Dr. Angela Steinsiek
Principal Investigator of the DFG-financed project Ferdinand Gregorovius: Poetry and Science. Collected German and Italian Letters
+49 (0)30 4940204
steinsiek[at]dhi-roma[dot]it
Publications
Angela Steinsiek was born in Höxter (Westfalen). She began her studies in Modern German Philology, Comparative Literature and English and American Literature in 1996 at the Technical University of Berlin. Between 2003–2005 she held a state of Berlin scholarship (NaFöG), in 2010 she completed a PhD in German Philology (Jean Paul in Berlin) at the Technical University of Berlin, from 2002–2005 she collaborated on the new edition of the "Frankfurter Nachlass" by Wilhelm Heinse (ed. by Markus Bernauer). In 2006, she collaborated on the editing of the works of the artist and writer Antonio Saura translated into German (ed. by Bernard Dieterle), and between 2006–2008 she worked on the preparation of a personal-bibliography and a correspondence-directory on Ferdinand Gregorovius. From 2008–2012 she was a researcher for the historical-critical edition of "Briefe an Jean Paul" at the Berlin-Brandenburg Academy of Sciences and Humanities and collaborator in the inventory of the Jean Paul literary estate in the National Library of Berlin – Preußischer Kulturbesitz. In 2013, she co-conceived and curated the "Jean Paul Dintenuniversum Schreiben ist Wirklichkeit" exhibition of the Jean Paul Edition of the Berlin-Brandenburg Academy of Sciences and Humanities (with Markus Bernauer), which included numerous events (lectures, talks, readings). From 2013–2015 she was a research associate and member of the "Richard-Wagner-Briefausgabe" editorial board at the Institute for Music Research, Julius-Maximilians Universität Würzburg and in 2016 she carried out research on the epistolary work of Ferdinand Gregorovius in German and Italian archives. Since 2017 she has worked as project manager at DHI Rome on the DFG-funded project "Ferdinand Gregorovius: Poetry and Science. A Collection of German and Italian letters" (project office Berlin).
Main Research Interests
Science editorials, communication networks, historiography and history of science from the 18th and 19th centuries, archival research, travel literature (Italy) from the 18th and 19th centuries, transnational relations in German–Italian historiography of the 19th century, literature from the18th and 19th centuries.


> _Task to complete_: Set every entry below down once more, exactly as it stands, without images.

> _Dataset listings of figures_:
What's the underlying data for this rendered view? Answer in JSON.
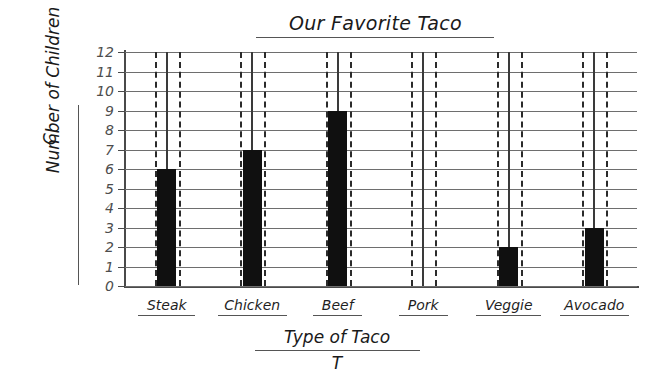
{
  "chart_data": {
    "type": "bar",
    "title": "Our Favorite Taco",
    "categories": [
      "Steak",
      "Chicken",
      "Beef",
      "Pork",
      "Veggie",
      "Avocado"
    ],
    "values": [
      6,
      7,
      9,
      0,
      2,
      3
    ],
    "xlabel": "Type of Taco",
    "xvariable": "T",
    "ylabel": "Number of Children",
    "yvariable": "C",
    "ylim": [
      0,
      12
    ],
    "yticks": [
      0,
      1,
      2,
      3,
      4,
      5,
      6,
      7,
      8,
      9,
      10,
      11,
      12
    ],
    "ytick_labels": [
      "0",
      "1",
      "2",
      "3",
      "4",
      "5",
      "6",
      "7",
      "8",
      "9",
      "10",
      "11",
      "12"
    ],
    "grid": true,
    "grid_axis": "y",
    "legend": null,
    "bar_color": "#101010",
    "grid_color": "#6e6e6e",
    "axis_color": "#4a4a4a",
    "background": "#ffffff",
    "style": "hand-drawn worksheet"
  }
}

> _Completed exercise_:
What's the underlying data for this rendered view? Answer in JSON.
{
  "chart_data": {
    "type": "bar",
    "title": "Our Favorite Taco",
    "categories": [
      "Steak",
      "Chicken",
      "Beef",
      "Pork",
      "Veggie",
      "Avocado"
    ],
    "values": [
      6,
      7,
      9,
      0,
      2,
      3
    ],
    "xlabel": "Type of Taco",
    "xvariable": "T",
    "ylabel": "Number of Children",
    "yvariable": "C",
    "ylim": [
      0,
      12
    ],
    "yticks": [
      0,
      1,
      2,
      3,
      4,
      5,
      6,
      7,
      8,
      9,
      10,
      11,
      12
    ],
    "ytick_labels": [
      "0",
      "1",
      "2",
      "3",
      "4",
      "5",
      "6",
      "7",
      "8",
      "9",
      "10",
      "11",
      "12"
    ],
    "grid": true,
    "grid_axis": "y",
    "legend": null,
    "bar_color": "#101010",
    "grid_color": "#6e6e6e",
    "axis_color": "#4a4a4a",
    "background": "#ffffff",
    "style": "hand-drawn worksheet"
  }
}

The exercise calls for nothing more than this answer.